> _Exercise description_
Give back every record word for word, keeping the pictures out.

Saved data entries:
----

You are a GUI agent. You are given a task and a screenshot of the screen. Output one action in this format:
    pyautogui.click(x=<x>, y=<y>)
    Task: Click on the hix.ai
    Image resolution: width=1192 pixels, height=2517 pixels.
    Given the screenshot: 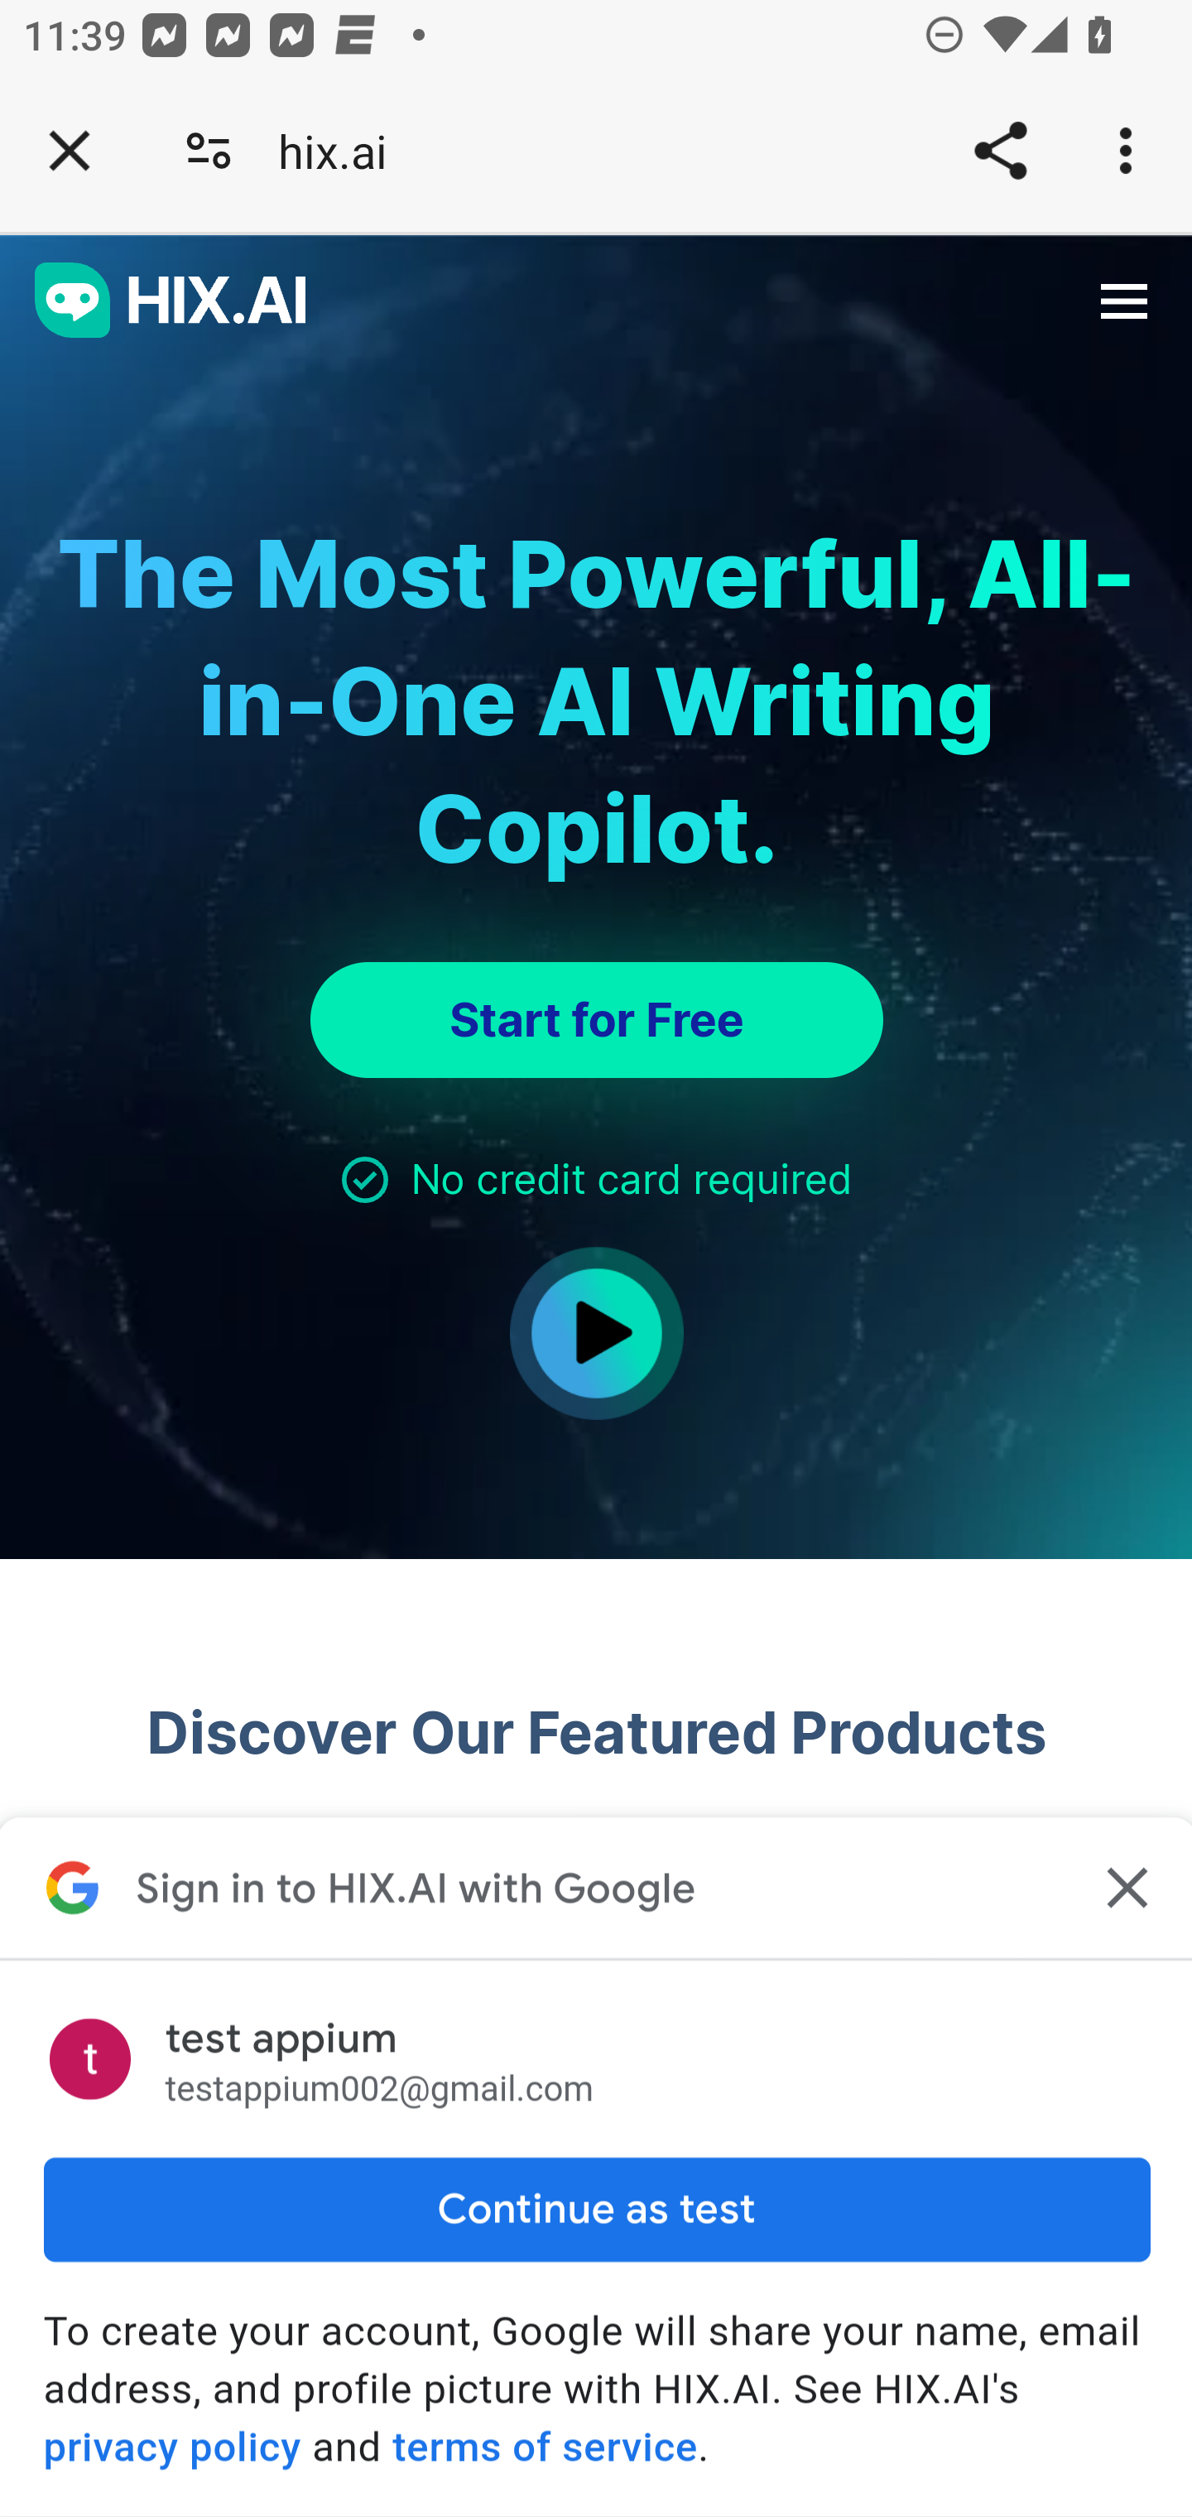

----

> _Written reply_
You are a GUI agent. You are given a task and a screenshot of the screen. Output one action in this format:
    pyautogui.click(x=<x>, y=<y>)
    Task: Click on the hix.ai
    Image resolution: width=1192 pixels, height=2517 pixels.
    Given the screenshot: 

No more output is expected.